Miss Q, my husband and I have moved into my parents’ place for a couple of months while we await our new rental place becoming available. One brother has returned from living OS and he and his foreign girlfriend are also currently residing under the same roof while they seek gainful employment (which now that I’m a mother I can justify not having. Much easier to say I’m a full time mum than it is to say, oh I’m a performer between gigs).
Then there is the kookaburra brother who is legitimately in between contracts and around the house a lot of the time building things like a meat smoker, (who knew every house needed one) and sundry other relatives and family friends popping in and out of the other spare room.

Kookaburras catch lizards, snakes, even small rats, then eat them, regurgitate them and feed them to their young. Which isn’t too different from what happened here last week when Gregory and I took my parents to a play to thank them for having their quiet, tidy house invaded by our young family.
Leaving Miss Q in the loving, capable and familiar hands of the aforementioned two of her three uncles, off we went to the play, without a parental worry in the world.
As it turned out, it wasn’t them we had to worry about,
It seems our little human is a diva. A tantrum thrower. A determined, opinionated, bottle-refusing punk who gave my brothers such a rough time that when we returned (not four hours later) she had become a more successful form of contraception than the talk dad gave them as young men about facing the consequences of their actions.
Apparently she had no qualms screaming non-stop for twenty minutes, her pitch and resonance so high Dame Joan would have been proud, then promptly stopping, staring at her near deranged uncles and breaking into a wide, gorgeous grin.
That, (as one brother so succinctly put it) was really annoying.
They tried everything. Rocking, wrapping, singing, talking, cuddling, walking, reasoning, pleading, begging, bargaining and finally ignoring. Not a thing worked.
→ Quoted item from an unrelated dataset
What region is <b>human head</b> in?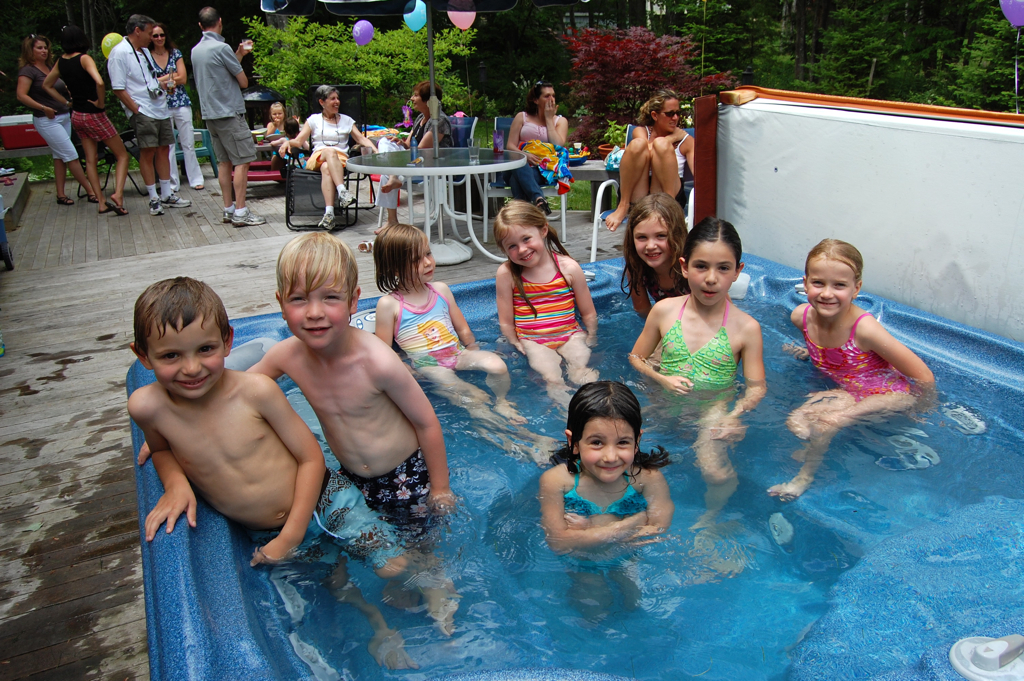
676, 218, 747, 305.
Miss Q, while not looking much like her mother, is apparently behaving in a very similar fashion to the way I conducted myself in the early months of my life. Which is a shame really, my parents left the biggest gap between my next sibling and I owing to my proclivity for annoying, difficult behaviour.
Why does the apple not pitch itself far, far from the tree? If she was adopted I could blame someone else’s gene pool. As it stands, I can only hold Gregory partially responsible.
So there are my brothers desperately trying to feed Miss Q her bottle of expressed breast milk (which - as I’ve stated in a previous blog - is more distressing to obtain than when Giovanni tried to extract blood from a stone) and she greets their efforts with closed eyes, a turned head and when they don’t locate the true source of her food (ie me) she exercises her disgust in a sustained, and ear splittingly enthusiastic fashion.
‘And it gets even worse,’ says one brother as Gregory and I poor him a stiff drink.
‘How could it?’ Gregory wants to know.
‘Well we started to worry that she didn’t like the bottle because the milk wasn’t the right temperature,’ said one brother, ‘so we did what we’d seen in the movies. You know, poor a bit on the inside of your arm and see if it’s too hot.’
‘And that’s what was wrong?’ I ask, hoping I could justify my child’s unreal behaviour.
‘Not at all, it was perfect,’ said the other brother, ‘but I forgot what I was dealing with so I just licked it off my wrist. I licked milk made by you, from your breast off my wrist. I tried to spit it out but it was too late and now I’ll forever know that I’ve tasted my sister’s breast milk.’
‘Ah, I can see how that would upset you,’ said Gregory filling his tumbler just a little bit more.
‘Upset me? It’s horrifying. Disgusting. Don’t you dare tell anyone what happened.’
No little brother, I won’t. I promise.